Nevertheless, the same characteristics of the investigation which led her to the development of these relational objects, the fact that these are nothing more than a series of artistic manipulations, suspend that escape which appears interminable and anchor Clark's therapy firmly in the world of art, the only context in which her project acquires the fullness of its power. The healing, here, is nothing if not an interminable process of emancipation which is permanently begun again. And the illness - that malaise which affects the institution of art - is the knot that binds the object of art, pure absence, to the market that transforms it into the mere representation of a certain content, a carrier of an appreciable value, and therefore a commodified good. Clark did not tire of saying that the relational objects only acquired their specificity once they came into contact with the fantasies of her "patients." They were, therefore, nothing but the tentative and changing corporealizations of the patients' projections. When the object loses its specificity as a good and acquires it in relation to the psychological structure of the subject, then there is art, that is, there exists the possibility of a healing. Lygia's work - the word appears almost insufficient to comprehend that last stage of work with "patients" - constitutes itself therefore as radical critique of the notion of presence.

If we understand the problem of healing in Clark's work to be posited in terms of the psychology of the subject, without divorcing itself from the problems implicit in the social function of the artist, one understands that her diagnosis affects the individual and the institution of art in equal parts.
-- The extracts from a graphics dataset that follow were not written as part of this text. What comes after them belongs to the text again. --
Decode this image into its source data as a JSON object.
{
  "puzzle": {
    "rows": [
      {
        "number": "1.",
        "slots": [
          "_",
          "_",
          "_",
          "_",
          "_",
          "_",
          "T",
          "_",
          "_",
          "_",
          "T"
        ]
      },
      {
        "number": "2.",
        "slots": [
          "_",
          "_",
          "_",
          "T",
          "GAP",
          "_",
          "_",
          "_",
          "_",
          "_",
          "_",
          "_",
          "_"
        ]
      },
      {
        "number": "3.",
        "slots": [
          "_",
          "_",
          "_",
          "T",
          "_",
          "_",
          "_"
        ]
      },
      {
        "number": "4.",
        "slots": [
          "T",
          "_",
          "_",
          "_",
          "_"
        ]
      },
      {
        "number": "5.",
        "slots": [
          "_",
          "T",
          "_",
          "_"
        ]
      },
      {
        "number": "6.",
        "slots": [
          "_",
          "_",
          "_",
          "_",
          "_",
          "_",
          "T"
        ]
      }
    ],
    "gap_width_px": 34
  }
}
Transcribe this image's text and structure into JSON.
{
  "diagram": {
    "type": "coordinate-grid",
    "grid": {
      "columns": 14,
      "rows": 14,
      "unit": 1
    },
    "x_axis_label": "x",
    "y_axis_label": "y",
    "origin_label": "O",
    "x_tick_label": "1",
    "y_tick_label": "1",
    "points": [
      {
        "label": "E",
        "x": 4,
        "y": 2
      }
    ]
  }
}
And if we agree with Lacan in thinking that the nature of the cure demostrates the nature of the disease, one would have to come to the conclusion that, according to the logic implicit in the aesthetic-existential path taken by Clark, the illness consists in assigning a specific value to experience, in alienating it in discourse, in sum, in making it representable and, therefore, commercializable. Using this perspective, her formulation for a cure consists in the possibility of a tentative access to a non-representable dimension of experience - aesthetic and existential, which in Clark are nothing more than two sides of the same Moebius strip - which, on the other hand, may only manifest itself outside the realm of both the institution of art and psychoanalysis. In the last stage of Clark's work, which she chose to call therapy in order to differentiate it from her artistic production, the ethical and aesthetic dimensions overlap: the cure would have become the daily exercise of utopia.
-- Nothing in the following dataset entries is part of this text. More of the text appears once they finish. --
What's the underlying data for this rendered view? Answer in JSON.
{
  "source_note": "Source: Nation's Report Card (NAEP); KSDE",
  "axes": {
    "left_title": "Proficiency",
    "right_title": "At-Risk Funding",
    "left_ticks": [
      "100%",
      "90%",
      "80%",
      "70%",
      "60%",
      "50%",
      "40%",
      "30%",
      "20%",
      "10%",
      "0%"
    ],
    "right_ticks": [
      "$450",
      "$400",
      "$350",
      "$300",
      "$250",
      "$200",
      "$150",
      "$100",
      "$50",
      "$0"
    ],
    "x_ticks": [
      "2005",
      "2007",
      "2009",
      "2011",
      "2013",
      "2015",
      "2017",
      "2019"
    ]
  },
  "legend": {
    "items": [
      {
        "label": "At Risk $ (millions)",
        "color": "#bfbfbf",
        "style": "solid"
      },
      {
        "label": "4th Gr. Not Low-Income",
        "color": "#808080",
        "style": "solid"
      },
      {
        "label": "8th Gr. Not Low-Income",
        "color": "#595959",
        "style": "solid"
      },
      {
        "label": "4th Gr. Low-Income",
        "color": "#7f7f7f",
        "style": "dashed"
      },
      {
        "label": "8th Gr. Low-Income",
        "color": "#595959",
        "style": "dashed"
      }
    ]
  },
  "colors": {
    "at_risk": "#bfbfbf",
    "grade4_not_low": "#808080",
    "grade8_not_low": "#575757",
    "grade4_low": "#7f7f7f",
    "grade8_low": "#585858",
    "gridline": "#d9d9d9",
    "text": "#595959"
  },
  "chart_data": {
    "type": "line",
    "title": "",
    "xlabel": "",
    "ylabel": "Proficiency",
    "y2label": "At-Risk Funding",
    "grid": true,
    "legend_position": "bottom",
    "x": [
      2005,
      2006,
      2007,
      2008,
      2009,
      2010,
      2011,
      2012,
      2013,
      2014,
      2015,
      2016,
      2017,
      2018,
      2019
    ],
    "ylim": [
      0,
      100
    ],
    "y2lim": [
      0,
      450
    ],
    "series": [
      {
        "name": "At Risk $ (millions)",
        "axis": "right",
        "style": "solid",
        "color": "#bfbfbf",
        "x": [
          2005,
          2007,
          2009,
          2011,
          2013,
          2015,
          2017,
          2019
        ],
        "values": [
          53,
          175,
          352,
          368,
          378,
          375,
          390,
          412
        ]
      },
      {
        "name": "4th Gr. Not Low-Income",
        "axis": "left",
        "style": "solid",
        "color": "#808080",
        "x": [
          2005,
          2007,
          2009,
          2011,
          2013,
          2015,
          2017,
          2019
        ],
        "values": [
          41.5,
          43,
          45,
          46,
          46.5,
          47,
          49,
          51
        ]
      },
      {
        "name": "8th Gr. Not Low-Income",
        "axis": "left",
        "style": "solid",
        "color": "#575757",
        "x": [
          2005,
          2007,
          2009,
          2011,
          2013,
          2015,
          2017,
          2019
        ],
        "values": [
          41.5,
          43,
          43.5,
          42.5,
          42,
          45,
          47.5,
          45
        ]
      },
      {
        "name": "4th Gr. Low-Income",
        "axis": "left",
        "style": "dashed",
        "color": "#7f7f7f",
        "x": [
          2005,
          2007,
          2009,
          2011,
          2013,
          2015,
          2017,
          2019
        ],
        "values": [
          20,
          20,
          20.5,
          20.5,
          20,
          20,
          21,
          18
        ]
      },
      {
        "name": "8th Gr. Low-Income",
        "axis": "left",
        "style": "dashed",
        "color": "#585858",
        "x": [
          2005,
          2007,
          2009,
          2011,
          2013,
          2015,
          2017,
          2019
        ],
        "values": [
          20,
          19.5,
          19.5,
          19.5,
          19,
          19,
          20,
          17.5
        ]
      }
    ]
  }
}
If we follow strictly the terms of Clark's work we may expect a cure from art. But illness is the ingredient that makes it art in the first place - that is to say, that which enables us to recognize the object as art - and the cure is achieved only by trespassing the world of aesthetics, and perhaps, the density of the world itself. With this perspective, the cure is no longer a state to which it is possible to arrive through the rigors of a specific practice. The cure is barely that moment in which illness reveals itself fully, and healing is nothing but dreaming of forgetting the illness.
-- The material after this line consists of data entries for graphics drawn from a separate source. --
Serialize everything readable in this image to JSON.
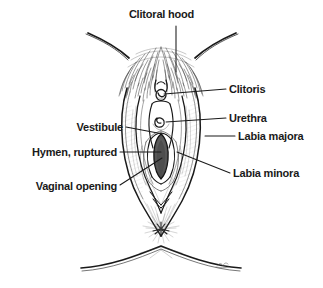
{
  "figure": {
    "type": "anatomical-illustration",
    "style": "black-and-white pen-and-ink line drawing with stipple/hatch shading",
    "background_color": "#ffffff",
    "line_color": "#1a1a1a",
    "width": 323,
    "height": 288
  },
  "labels": [
    {
      "id": "clitoral-hood",
      "text": "Clitoral hood",
      "side": "center",
      "text_x": 176,
      "text_y": 14,
      "leader": {
        "from_x": 176,
        "from_y": 26,
        "to_x": 176,
        "to_y": 72
      }
    },
    {
      "id": "clitoris",
      "text": "Clitoris",
      "side": "right",
      "text_x": 229,
      "text_y": 83,
      "leader": {
        "from_x": 226,
        "from_y": 89,
        "to_x": 164,
        "to_y": 94
      }
    },
    {
      "id": "urethra",
      "text": "Urethra",
      "side": "right",
      "text_x": 229,
      "text_y": 112,
      "leader": {
        "from_x": 226,
        "from_y": 118,
        "to_x": 166,
        "to_y": 122
      }
    },
    {
      "id": "labia-majora",
      "text": "Labia majora",
      "side": "right",
      "text_x": 238,
      "text_y": 131,
      "leader": {
        "from_x": 235,
        "from_y": 136,
        "to_x": 205,
        "to_y": 136
      }
    },
    {
      "id": "labia-minora",
      "text": "Labia minora",
      "side": "right",
      "text_x": 233,
      "text_y": 168,
      "leader": {
        "from_x": 230,
        "from_y": 173,
        "to_x": 177,
        "to_y": 152
      }
    },
    {
      "id": "vestibule",
      "text": "Vestibule",
      "side": "left",
      "text_x": 123,
      "text_y": 122,
      "leader": {
        "from_x": 126,
        "from_y": 127,
        "to_x": 163,
        "to_y": 134
      }
    },
    {
      "id": "hymen-ruptured",
      "text": "Hymen, ruptured",
      "side": "left",
      "text_x": 117,
      "text_y": 147,
      "leader": {
        "from_x": 120,
        "from_y": 152,
        "to_x": 161,
        "to_y": 152
      }
    },
    {
      "id": "vaginal-opening",
      "text": "Vaginal opening",
      "side": "left",
      "text_x": 117,
      "text_y": 181,
      "leader": {
        "from_x": 120,
        "from_y": 185,
        "to_x": 162,
        "to_y": 158
      }
    }
  ],
  "signature": {
    "present": true,
    "x": 222,
    "y": 264,
    "description": "artist initials mark on lower right thigh line"
  }
}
Memory, dream, illness. It so happens that the body eventually forgets the marks that illness leaves on the flesh, and that magical process is usually called getting better, recovery, or the cure. The lover forgets his love sickness and falls in love again, delivering himself into the arms of repetition. Or perhaps he never forgets, and the pain becomes heavier and heavier in the mind until that endless memory finally occupies all and organic life ceases, and then, to put it in ordinary language, one dies. Because forgetting is a dream, a utopia, the trick of third rate magician. Like art.




source: project sites on www.echonyc.com

Welcome!

In this blog I intend to do some historical justice to the many, many women who have contributed with their genius, creativity, adventurous spirit, nurturing - amongst other qualities - to the apparent linear and male dominated prescribed notion of History. This is just the beggining.